I'd be interested to hear more about reverse scans.  Bilal was
speculating about backwards I/O combining in read_stream.c a while
back, but we didn't have anything interesting to use it yet.  You'll
probably see a flood of uncombined 8KB IOs in the pg_aios view while
travelling up the heap with cache misses today.  I suspect Linux does
reverse sequential prefetching with buffered I/O (less sure about
other OSes) which should help but we'd still have more overheads than
we could if we combined them, not to mention direct I/O.

Not tested, but something like this might do it:

                /* Can we merge it with the pending read? */
-               if (stream->pending_read_nblocks > 0 &&
-                       stream->pending_read_blocknum +
stream->pending_read_nblocks == blocknum)
+               if (stream->pending_read_nblocks > 0)
                {
-                       stream->pending_read_nblocks++;
-                       continue;
+                       if (stream->pending_read_blocknum +
stream->pending_read_nblocks ==
+                               blocknum)
+                       {
+                               stream->pending_read_nblocks++;
+                               continue;
+                       }
+                       else if (stream->pending_read_blocknum ==
blocknum + 1 &&
+                                        stream->forwarded_buffers == 0)
+                       {
+                               stream->pending_read_blocknum--;
+                               stream->pending_read_nblocks++;
+                               continue;
+                       }
                }

> I tested this issue again (using my original pgbench_account query),
> having rebased on top of HEAD as of today. I found that the
> inconsistency seems to be much smaller now -- so much so that I don't
> think that the remaining inconsistency is particularly suspicious.
>
> I also think that performance might have improved across the board.
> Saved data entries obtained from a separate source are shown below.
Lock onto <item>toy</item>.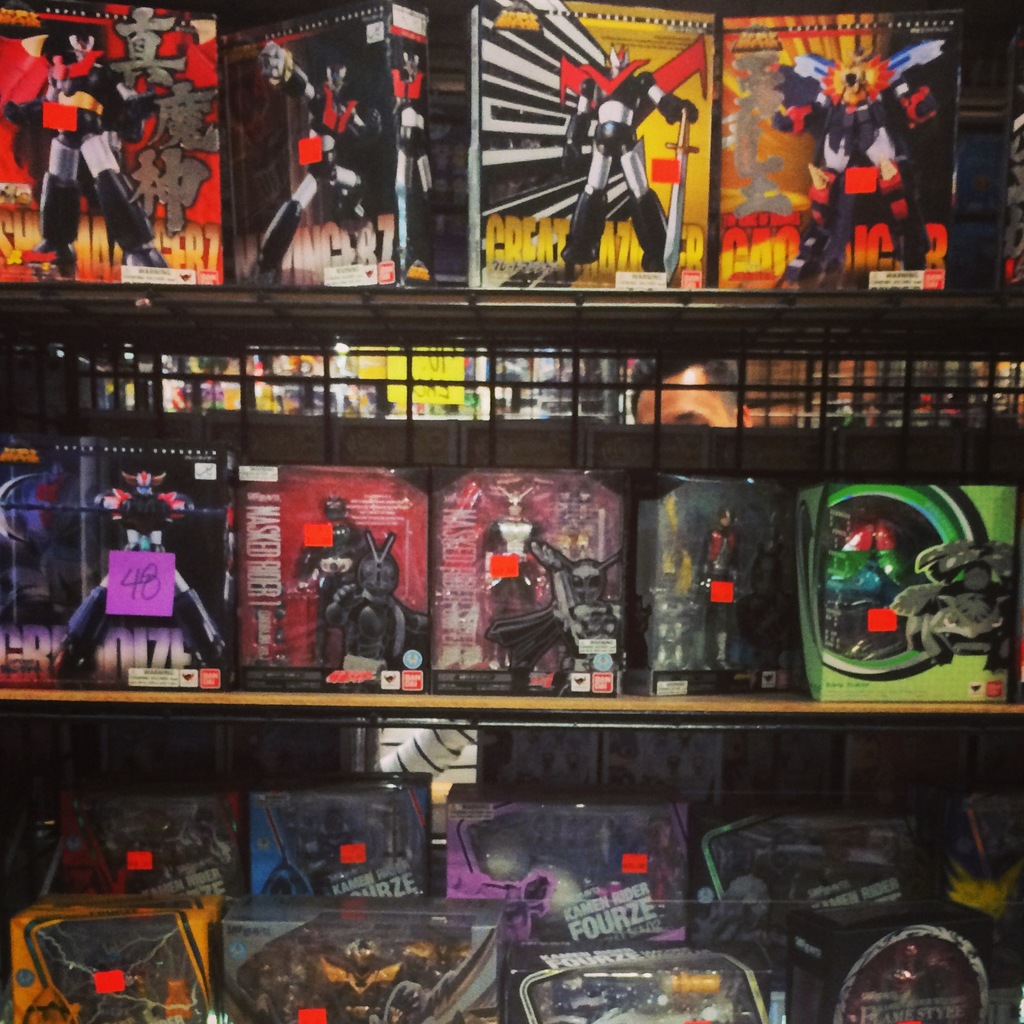
Locked: crop(389, 49, 438, 287).
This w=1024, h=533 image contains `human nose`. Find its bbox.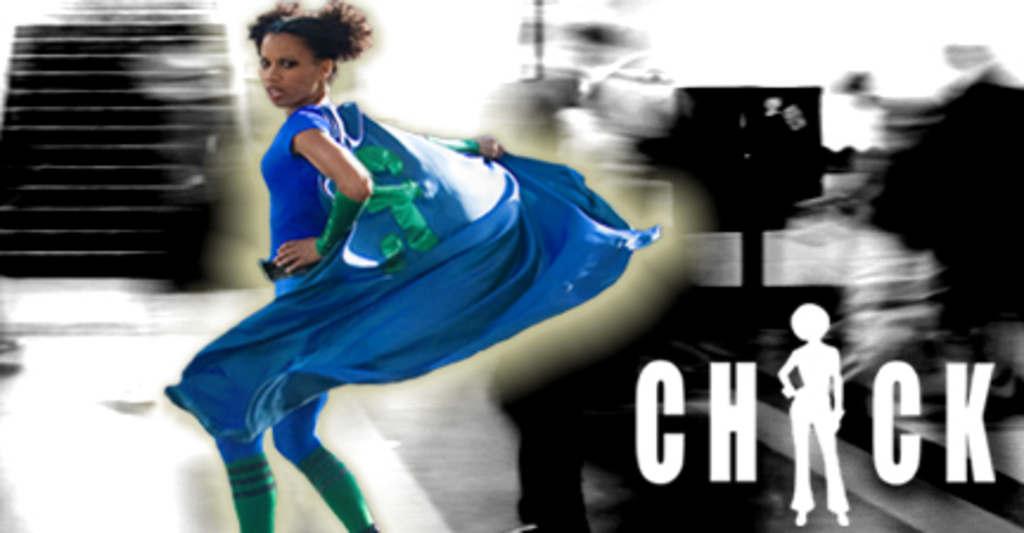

I
> see that the same TPC-C query that took 768.454 ms a few weeks back
> now takes only 617.408 ms. Also, while I originally saw "I/O Timings:
> shared read=138.856" with this query, I now see "I/O Timings: shared
> read=46.745". That feels like a performance bug fix to me.
>
> I wonder if today's commit b4212231 from Thomas ("Fix rare bug in
> read_stream.c's split IO handling") fixed the issue, without anyone
> realizing that the bug in question could manifest like this.

I can't explain that.  If you can consistently reproduce the change at
the two base commits, maybe bisect?  If it's a real phenomenon I'm
definitely curious to know what you're seeing.